I can confirm that "Ctrl-S" does not work in gnome-terminal, while it does in Konsole.
In gnome-terminal, it seems to start a "special sequence input" or similar, e.g. pressing Ctrl-S and then "cursor down" results in a "[B".

Changed in gnome-terminal:
status: Unconfirmed → Confirmed
Revision history for this message
Daniel Hahler (blueyed) wrote :

This might be related to bug 80635 ("Please disable flow-control by default") or "flow-control" in general. At least they say there that "ctrl-s" starts flow-control. Unfortunately I don't know what that means.. ^^

Áron Sisak (asisak)
Changed in gnome-terminal:
importance: Undecided → Wishlist
Revision history for this message
Micah Cowan (micahcowan) wrote :

"Ctrl-S" controls the flow... by pausing all output on the terminal (Ctrl-Q is used to resume output).

The output of the stty commands given above actually are not entirely accurate, because bash changes the state of the tty just before, and after, running a command.

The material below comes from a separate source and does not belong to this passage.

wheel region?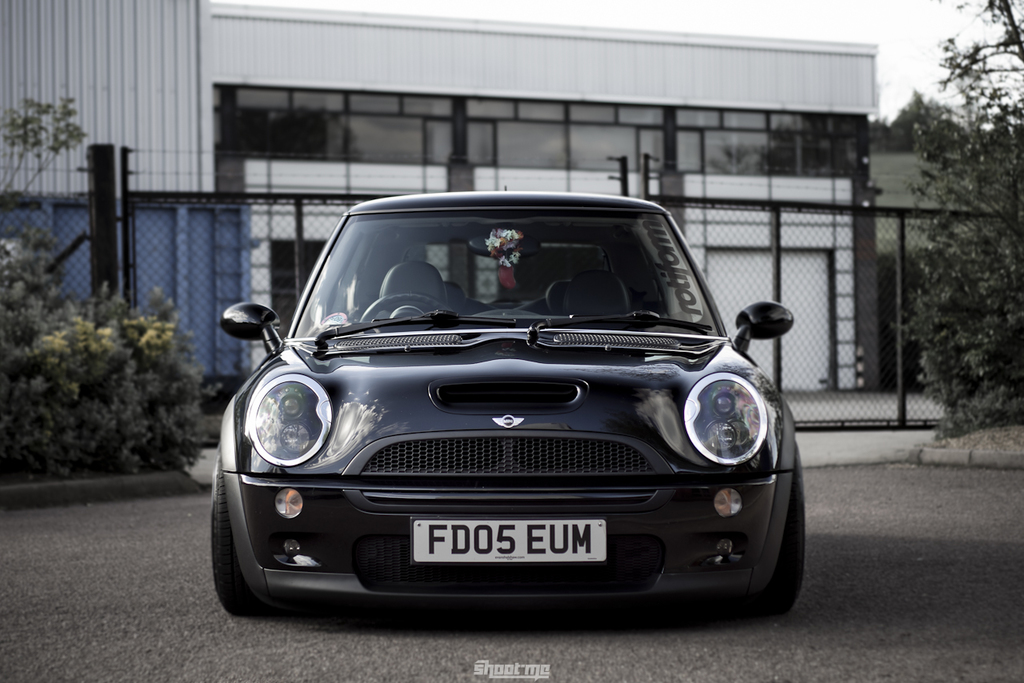
360/294/448/326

If you were to run stty against the tty while bash is still reading input via libreadline, you'd see some different results: at a minimum, -icanon instead of icanon. However, it's possible that readline should also be setting -ixon -ixoff (I'd have to look up if it's really supposed to do this), in which case the settings of stop and start should be ignored, and passed through to bash.

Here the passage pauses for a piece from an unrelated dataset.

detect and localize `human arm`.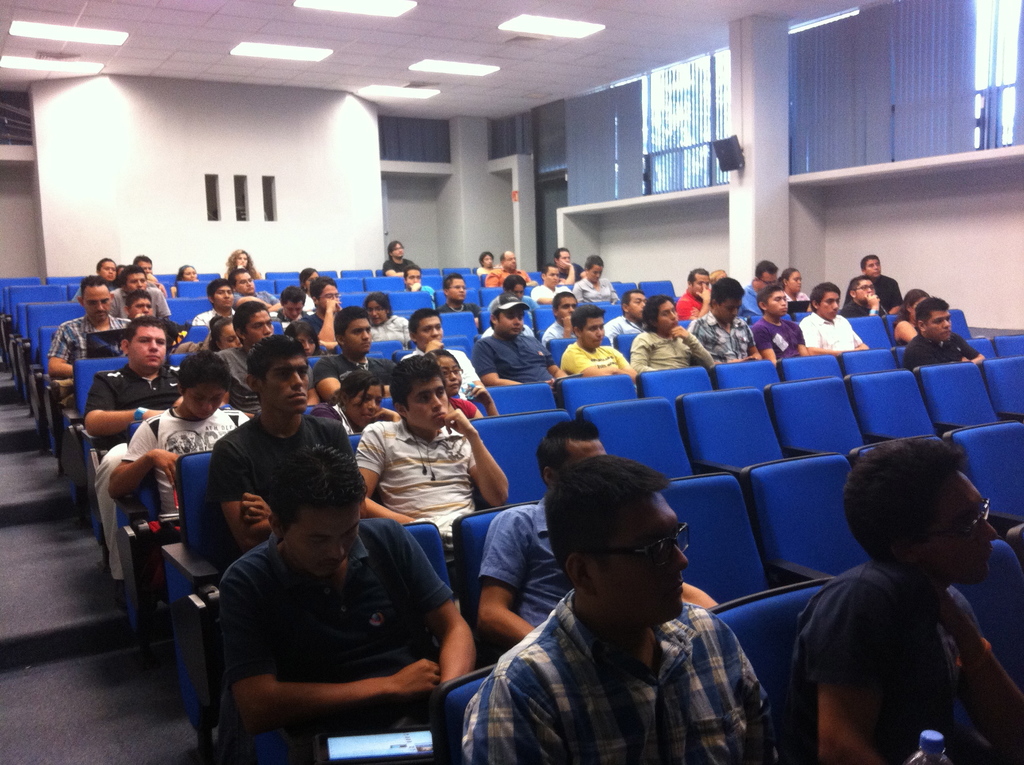
Localized at box(955, 329, 984, 362).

You can check the terminal settings when bash is still listening for input instead of running a command (such as stty itself), by obtaining the name of the pseudo-terminal file that bash is running on with the "tty" command, and then running stty against it from a _different_ terminal/shell: "stty -a < /dev/pts/whatever-the-terminal-is".

The fact that "Ctrl-S" followed by "cursor down" results in gnome-terminal eating the initial ESC of ESC [ B, and then inserts the rest of that sequence, even when stty has ^S assigned for "stop", is clearly a bug. However, it may be a separate bug from whether or not readline is setting the terminal properly. If it turns out there are two separate issues, we will need to split this bug report into two.

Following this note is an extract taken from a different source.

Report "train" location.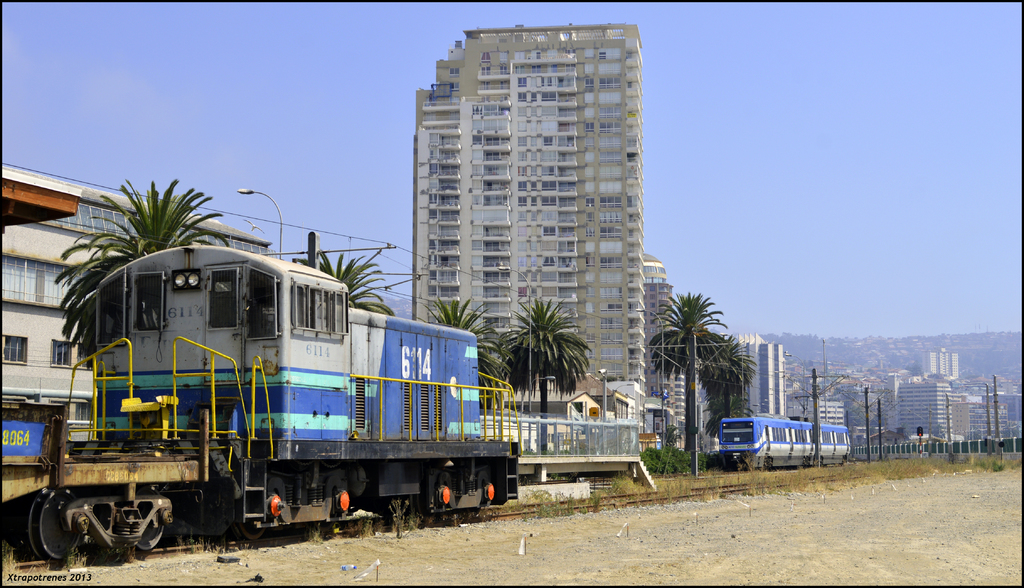
Report: region(0, 232, 520, 566).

Revision history for this message
pms (przemyslslaw) wrote :

Thanks! This was actually very irritating.

I'm using C-r very intensively, and there is really a need for C-s there. It seems that for some reason developers continue on keeping C-s for flow control, even though most users would prefer C-s for forward search.

Revision history for this message
Ganton (ganton) wrote :

Only people that don't know that you can use a different key from Ctrl+S to freeze the flow-control... think that this bug is a duplicate of "bug #80635. Please disable flow-control by default".

This bug is *not* a duplicate of "bug #80635. Please disable flow-control by default". This bug, #48880, is about Ctrl+S doing forward-search-history. For example, executing "stty stop ^X" you can use Ctrl+S to forward-search-history and *also* you have flow-control (using Ctrl+X to freeze the flow-control). That's because those bugs are different.